Joanne Landy, a long time campaigner for single payer health care, talks with the Old Mole's Bill Resnick about how and why the insurance companies stand in the way of the only health care reform that can work. Joanne Landy is co-director of the New York-based Campaign for Peace and Democracy, and a member of the editorial board of New Politics. She is also a former activist with Physicians for a National Health Care Program.
The untold story behind the elections in Iran: the movement for a secular society. Bill Resnick reads from an article by Saeed Rahnema, "Choosing the Lesser Evil."
Book Mole Larry Bowlden shows how detective fiction can carry powerful political messages, as he comments on two novels by Carolyn Heilbrun who writes as Amanda Cross. Two novels, Honest Doubt and Puzzled Heart, expose discrimination in academia against women and fat people, as well as the way the tenure system works to privilege old male professors.

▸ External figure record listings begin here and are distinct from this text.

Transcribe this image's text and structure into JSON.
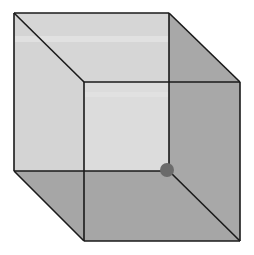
{
  "diagram": {
    "type": "wireframe-cube",
    "colors": {
      "background": "#ffffff",
      "back_face": "#d9d9d9",
      "top_face": "#d6d6d6",
      "left_face": "#d4d4d4",
      "right_face": "#a8a8a8",
      "bottom_face": "#a6a6a6",
      "front_face": "#dcdcdc",
      "edge": "#1a1a1a",
      "vertex_dot": "#6b6b6b"
    },
    "vertices": {
      "back_top_left": [
        14,
        13
      ],
      "back_top_right": [
        169,
        13
      ],
      "back_bottom_left": [
        14,
        171
      ],
      "back_bottom_right": [
        169,
        171
      ],
      "front_top_left": [
        84,
        82
      ],
      "front_top_right": [
        240,
        82
      ],
      "front_bottom_left": [
        84,
        241
      ],
      "front_bottom_right": [
        240,
        241
      ]
    },
    "highlighted_vertex": {
      "name": "back_bottom_right",
      "center": [
        167,
        170
      ],
      "radius": 7
    }
  }
}
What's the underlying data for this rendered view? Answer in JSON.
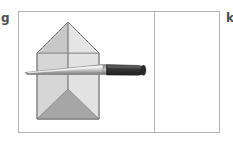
{
  "figure": {
    "width": 233,
    "height": 144,
    "background_color": "#ffffff",
    "labels": {
      "left": "g",
      "right": "k"
    },
    "frame": {
      "border_color": "#b2b2b2",
      "fill_color": "#ffffff",
      "divider_color": "#b2b2b2",
      "left": 18,
      "top": 11,
      "width": 202,
      "height": 122,
      "divider_x": 135
    },
    "cells": [
      {
        "name": "left-cell",
        "content": "paper-house-with-knife"
      },
      {
        "name": "right-cell",
        "content": "empty"
      }
    ],
    "colors": {
      "outline": "#808080",
      "face_light": "#e0e0e0",
      "face_mid": "#cfcfcf",
      "face_dark": "#a8a8a8",
      "face_darker": "#9a9a9a",
      "blade_light": "#f0f0f0",
      "blade_mid": "#bdbdbd",
      "blade_dark": "#8f8f8f",
      "handle_dark": "#3a3a3a",
      "handle_darker": "#2b2b2b"
    },
    "objects": {
      "paper_model": {
        "name": "folded-paper-house",
        "description": "Pentagonal house-shaped folded paper form with crease lines forming a roof apex, a central vertical fold, and a lower V-shaped fold.",
        "apex": [
          67,
          21
        ],
        "roof_left": [
          36,
          52
        ],
        "roof_right": [
          98,
          52
        ],
        "body_bottom_left": [
          36,
          118
        ],
        "body_bottom_right": [
          98,
          118
        ],
        "v_fold_point": [
          67,
          88
        ]
      },
      "knife": {
        "name": "kitchen-knife",
        "description": "A knife lying horizontally across the paper model, sharp tip pointing left, dark handle to the right.",
        "tip": [
          24,
          70
        ],
        "blade_end": [
          104,
          66
        ],
        "handle_start": [
          104,
          63
        ],
        "handle_end": [
          144,
          67
        ],
        "blade_color": "#c2c2c2",
        "handle_color": "#3a3a3a"
      }
    }
  }
}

Clayton Morgareidge argues that the politics of hatred can be partly explained by the principle of exclusion that is basic in a society of having and not-having. You can read this commentary here.
Hosted by Clayton Morgareidge (pictured here) and featuring union songs sung by Pete Seeger, this show covers the battle to get single payer health insurance on the table, the history of the International Longshore Workers Union, the Iranian elections, the detective novels of Amanda Cross, and how the politics of hatred is related to our social fabric.